Vine is the shallow end of a bigger movement

There are three big changes (call them macrotrends if you like) that Vine and other services are driving.

Good online experiences contain fewer words and richer content

Christopher Baily, Chief Creative Officer for Burberry, says his fashion line is more a content and media company than a design firm. He is describing how content increasingly creates the context for consumer experiences. 

Take a look at your favorite brand’s brilliant work; how much of their sterling digital experience is written?

As experiences are increasingly driven by richer media, each year the number of words becomes fewer. The digital world is due for a recalibration from writing to more immersive experiences.

Why tweet about a fashion show, when you can show the show?

 

Or better still, put them on an amusement park ride in this year’s fashion.

Or if you’re Calvin Klein, show the model Matthew Terry from your Super Bowl ad working out in his Calvin’s and nothing else.

Marketing hunk!

These don’t create dramatic new value, but they are objects of interest that extend these brands more dynamically on Twitter, and in posts like this which reference them.

Over the last 100 years media has progressively added images, sound, motion and interaction, always to the expense of the written word.

Yet, the page you’re on right now is mostly text. Same with Twitter. Vine is an early step to rebalance the plethora of written words on the Web with richer experiences.

Video lives on a spectrum: Vine sets-up the casual, temporal end.

When I shift to video mode there’s a tendency to default to gather teams to produce video that is more cinematic (Schindler’s List) than cinema verity (Blair Witch). That bias creates few but beautiful campaigns such has The Hartford’s Achieve Without Limits program. 

But when I talk with groups of millennials, great production values tend to set off their digitally tuned marketing detectors. Seeing something “real” means immediacy which should be free of editing and staging that refactors the situation.

This trend isn’t limited to Twitter or six second snippets. Check out start-up Vsnap for personally emailed video messages. Instead of a six second loop, you get sixty seconds to send a personal message to one person.

The impact of an email with a casual video message turns out to be many times greater than the text only messages we’re used to.

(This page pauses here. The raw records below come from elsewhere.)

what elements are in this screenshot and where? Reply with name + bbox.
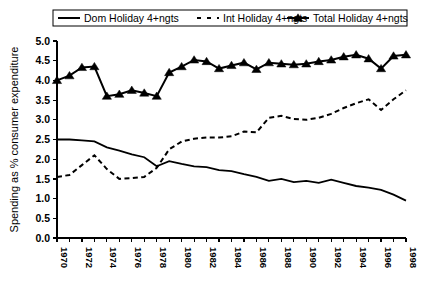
y-axis-tick-label: 3.0 xyxy=(35,113,50,125)
x-axis-tick-label: 1998 xyxy=(408,247,419,268)
x-axis-tick-label: 1976 xyxy=(133,247,144,268)
x-axis-tick-label: 1978 xyxy=(158,247,169,268)
data-point-marker xyxy=(252,65,261,72)
y-axis-tick-label: 2.0 xyxy=(35,153,50,165)
x-axis-tick-label: 1994 xyxy=(358,247,369,269)
chart-container: 0.00.51.01.52.02.53.03.54.04.55.0Spendin… xyxy=(0,0,431,288)
x-axis-tick-label: 1996 xyxy=(383,247,394,268)
y-axis-tick-label: 5.0 xyxy=(35,35,50,47)
legend-label: Total Holiday 4+ngts xyxy=(313,12,408,24)
x-axis-tick-label: 1990 xyxy=(308,247,319,268)
data-point-marker xyxy=(127,86,136,93)
y-axis-title: Spending as % consumer expenditure xyxy=(8,47,20,233)
y-axis-tick-label: 0.0 xyxy=(35,232,50,244)
series-line-int-holiday-4-ngts xyxy=(57,90,406,179)
x-axis-tick-label: 1988 xyxy=(283,247,294,268)
data-point-marker xyxy=(239,58,248,65)
x-axis-tick-label: 1984 xyxy=(233,247,244,269)
x-axis-tick-label: 1970 xyxy=(59,247,70,268)
y-axis-tick-label: 3.5 xyxy=(35,94,50,106)
legend-label: Dom Holiday 4+ngts xyxy=(84,12,179,24)
y-axis-tick-label: 0.5 xyxy=(35,212,50,224)
series-line-dom-holiday-4-ngts xyxy=(57,140,406,201)
y-axis-tick-label: 2.5 xyxy=(35,133,50,145)
y-axis-tick-label: 4.5 xyxy=(35,54,50,66)
y-axis-tick-label: 4.0 xyxy=(35,74,50,86)
data-point-marker xyxy=(352,51,361,58)
y-axis-tick-label: 1.5 xyxy=(35,173,50,185)
x-axis-tick-label: 1986 xyxy=(258,247,269,268)
x-axis-tick-label: 1992 xyxy=(333,247,344,268)
line-chart: 0.00.51.01.52.02.53.03.54.04.55.0Spendin… xyxy=(0,0,431,288)
data-point-marker xyxy=(177,62,186,69)
chart-axes xyxy=(57,41,406,238)
x-axis-tick-label: 1982 xyxy=(208,247,219,268)
x-axis-tick-label: 1974 xyxy=(108,247,119,269)
x-axis-tick-label: 1972 xyxy=(84,247,95,268)
y-axis-tick-label: 1.0 xyxy=(35,192,50,204)
x-axis-tick-label: 1980 xyxy=(183,247,194,268)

If Vine gets your team thinking in terms of fast, casual video clips shot by staff who are more like witnesses than film directors, that’s a very positive step. It creates a team more ready to grab and go with video – with or without words to supplement.

This is easy to try out, and everyone is near equally awkward. Yes, Google Hangouts, and Vimeo, Vsnap and YouTube strengthen the same skills. But I suggest there’s a lot to be said for starting in the shallow waters offered by Vine.

Finally, Vine increases the voyeuristic effect of social media

Let’s face it, part of the fun of social media is you get little glimpses of other people’s lives. And most glimpses confirm that in this medium everyone is starting together as awkward novices.

Felicia Day is letting fans in on her creative process (have a little dance party to reward yourself).

Punk burlesque rocker Amanda Palmer is scheming up ideas for Vine.

Amanda Palmer Wakes Up on Vine


And Two Broke Girls actress, Kat Dennings blows steam at a fish.

Kat Dennings Puffs on Vine

Try Vine, because it’s an allergy test

It is a low stakes way to put an easy video tools in lots of hands, and to make video a daily part of the content we produce.

Of course, much of what gets made will be utterly forgettable. But that’s not the point.

Its a test, one that can help build skills and culture to support taking up a range of video tools in the long run. And for now, some tweets and posts might work better with just a few easy to make Vine video loops. Having tried Vine without incident, you may be better off to drive more ambitous high stakes innovation.